By
Neil Hodge2026-01-12T21:06:00
Compliance teams will face a range of ongoing challenges in the coming year, as well as greater demands from boards and management for better, wider, and more real-time assurance on an increasing range of risk topics, particularly around emerging technologies.
Experts believe that in 2026, the compliance function will be judged not by whether it has policies in place, but more by whether it can demonstrate its expertise and effectiveness across fast-moving risks such as AI-enabled decision-making, third-party/supply chain exposure, and sustainability disclosures that are increasingly treated like financial statements.
You are not logged in and do not have access to members-only content.
If you are already a registered user or a member, SIGN IN now.
2026-01-28T12:55:00Z By Nathan Eckel CW guest columnist
Most organizational failures are not failures of effort, discipline, or follow-through. They are interpretation failures misdiagnosed as execution problems.
2026-01-06T13:15:00Z By Ruth Prickett
What will be the critical tech issues for compliance in 2026? We asked experts what tech, digital, and cyber issues they believe compliance teams should be focusing on in the year ahead.
2026-01-06T12:00:00Z By Ruth Prickett
AI mistakes can lead to viral news stories and, sometimes, big legal bills. How can compliance managers learn from past mishaps and protect their organizations as AI becomes increasingly integrated into every part of our working lives? We asked experts what compliance should do to make sure AI toes the ...
2026-03-19T14:43:00Z By Tom Fox
A sweeping proposed federal procurement clause would push AI oversight out of policy decks and into compliance operations, vendor management, and real-time control testing.
2026-03-13T15:48:00Z By Tegan Gebert, Chris Audet and Doug Eckstein, CW guest columnists
New Gartner research reveals why traditional risk management is failing to keep pace with modern risks, and outlines how compliance leaders must enable organizational risk owners to build an instinctive Risk Reflex.
2026-03-12T20:37:00Z By Jonny Frank and Michael Costa, CW guest columnists
AI elevates compliance, or exposes it. The technology presents compliance leaders and lawyers with an extraordinary opportunity to elevate their roles, as well as an equally extraordinary risk of accountability when AI fails, misleads, discriminates, hallucinates, or generates unreliable outputs.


Requirement.
Every line of the material below needs to be written out exactly, please.

Extracted information.

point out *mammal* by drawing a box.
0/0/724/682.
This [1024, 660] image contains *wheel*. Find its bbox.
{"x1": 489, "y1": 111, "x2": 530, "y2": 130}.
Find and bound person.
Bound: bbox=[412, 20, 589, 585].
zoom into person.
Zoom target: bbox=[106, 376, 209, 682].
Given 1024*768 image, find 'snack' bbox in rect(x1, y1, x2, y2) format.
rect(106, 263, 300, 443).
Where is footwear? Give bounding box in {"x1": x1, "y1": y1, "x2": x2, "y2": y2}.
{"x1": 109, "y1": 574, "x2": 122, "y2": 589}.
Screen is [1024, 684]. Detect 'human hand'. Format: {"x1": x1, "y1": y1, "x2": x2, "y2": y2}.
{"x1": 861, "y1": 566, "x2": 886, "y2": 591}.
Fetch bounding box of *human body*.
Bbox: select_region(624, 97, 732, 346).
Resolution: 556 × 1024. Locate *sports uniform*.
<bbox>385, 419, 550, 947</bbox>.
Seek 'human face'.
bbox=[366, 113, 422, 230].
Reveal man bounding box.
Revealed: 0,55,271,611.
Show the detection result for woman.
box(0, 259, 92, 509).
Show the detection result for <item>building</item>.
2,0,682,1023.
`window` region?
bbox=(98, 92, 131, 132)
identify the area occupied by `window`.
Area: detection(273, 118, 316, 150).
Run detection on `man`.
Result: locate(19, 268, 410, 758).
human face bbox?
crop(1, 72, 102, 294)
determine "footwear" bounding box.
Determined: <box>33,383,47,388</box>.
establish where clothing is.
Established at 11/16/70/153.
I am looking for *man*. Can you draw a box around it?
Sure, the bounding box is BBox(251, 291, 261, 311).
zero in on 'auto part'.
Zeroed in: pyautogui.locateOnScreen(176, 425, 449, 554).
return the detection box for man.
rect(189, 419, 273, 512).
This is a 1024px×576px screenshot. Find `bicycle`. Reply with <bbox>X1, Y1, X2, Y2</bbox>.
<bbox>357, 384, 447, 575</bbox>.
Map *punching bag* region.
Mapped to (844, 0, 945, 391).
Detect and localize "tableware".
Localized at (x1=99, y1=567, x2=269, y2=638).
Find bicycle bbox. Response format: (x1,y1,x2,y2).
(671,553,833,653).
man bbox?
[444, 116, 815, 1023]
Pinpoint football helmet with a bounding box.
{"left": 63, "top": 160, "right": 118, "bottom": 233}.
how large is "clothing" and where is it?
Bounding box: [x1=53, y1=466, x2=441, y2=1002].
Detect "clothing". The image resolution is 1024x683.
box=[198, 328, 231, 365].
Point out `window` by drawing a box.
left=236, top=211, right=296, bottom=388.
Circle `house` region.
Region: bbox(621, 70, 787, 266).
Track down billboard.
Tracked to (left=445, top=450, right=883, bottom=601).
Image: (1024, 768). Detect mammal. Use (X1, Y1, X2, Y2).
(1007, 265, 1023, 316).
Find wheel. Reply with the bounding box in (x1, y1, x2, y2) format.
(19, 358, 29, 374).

Response.
point out *mammal* by drawing a box.
0/0/724/682.
This [1024, 660] image contains *wheel*. Find its bbox.
{"x1": 489, "y1": 111, "x2": 530, "y2": 130}.
Find and bound person.
Bound: bbox=[412, 20, 589, 585].
zoom into person.
Zoom target: bbox=[106, 376, 209, 682].
Given 1024*768 image, find 'snack' bbox in rect(x1, y1, x2, y2) format.
rect(106, 263, 300, 443).
Where is footwear? Give bounding box in {"x1": x1, "y1": y1, "x2": x2, "y2": y2}.
{"x1": 109, "y1": 574, "x2": 122, "y2": 589}.
Screen is [1024, 684]. Detect 'human hand'. Format: {"x1": x1, "y1": y1, "x2": x2, "y2": y2}.
{"x1": 861, "y1": 566, "x2": 886, "y2": 591}.
Fetch bounding box of *human body*.
Bbox: select_region(624, 97, 732, 346).
Resolution: 556 × 1024. Locate *sports uniform*.
<bbox>385, 419, 550, 947</bbox>.
Seek 'human face'.
bbox=[366, 113, 422, 230].
Reveal man bounding box.
Revealed: 0,55,271,611.
Show the detection result for woman.
box(0, 259, 92, 509).
Show the detection result for <item>building</item>.
2,0,682,1023.
`window` region?
bbox=(98, 92, 131, 132)
identify the area occupied by `window`.
Area: detection(273, 118, 316, 150).
Run detection on `man`.
Result: locate(19, 268, 410, 758).
human face bbox?
crop(1, 72, 102, 294)
determine "footwear" bounding box.
Determined: <box>33,383,47,388</box>.
establish where clothing is.
Established at 11/16/70/153.
I am looking for *man*. Can you draw a box around it?
Sure, the bounding box is BBox(251, 291, 261, 311).
zero in on 'auto part'.
Zeroed in: pyautogui.locateOnScreen(176, 425, 449, 554).
return the detection box for man.
rect(189, 419, 273, 512).
This is a 1024px×576px screenshot. Find `bicycle`. Reply with <bbox>X1, Y1, X2, Y2</bbox>.
<bbox>357, 384, 447, 575</bbox>.
Map *punching bag* region.
Mapped to (844, 0, 945, 391).
Detect and localize "tableware".
Localized at (x1=99, y1=567, x2=269, y2=638).
Find bicycle bbox. Response format: (x1,y1,x2,y2).
(671,553,833,653).
man bbox?
[444, 116, 815, 1023]
Pinpoint football helmet with a bounding box.
{"left": 63, "top": 160, "right": 118, "bottom": 233}.
how large is "clothing" and where is it?
Bounding box: [x1=53, y1=466, x2=441, y2=1002].
Detect "clothing". The image resolution is 1024x683.
box=[198, 328, 231, 365].
Point out `window` by drawing a box.
left=236, top=211, right=296, bottom=388.
Circle `house` region.
Region: bbox(621, 70, 787, 266).
Track down billboard.
Tracked to (left=445, top=450, right=883, bottom=601).
Image: (1024, 768). Detect mammal. Use (X1, Y1, X2, Y2).
(1007, 265, 1023, 316).
Find wheel. Reply with the bounding box in (x1, y1, x2, y2) format.
(19, 358, 29, 374).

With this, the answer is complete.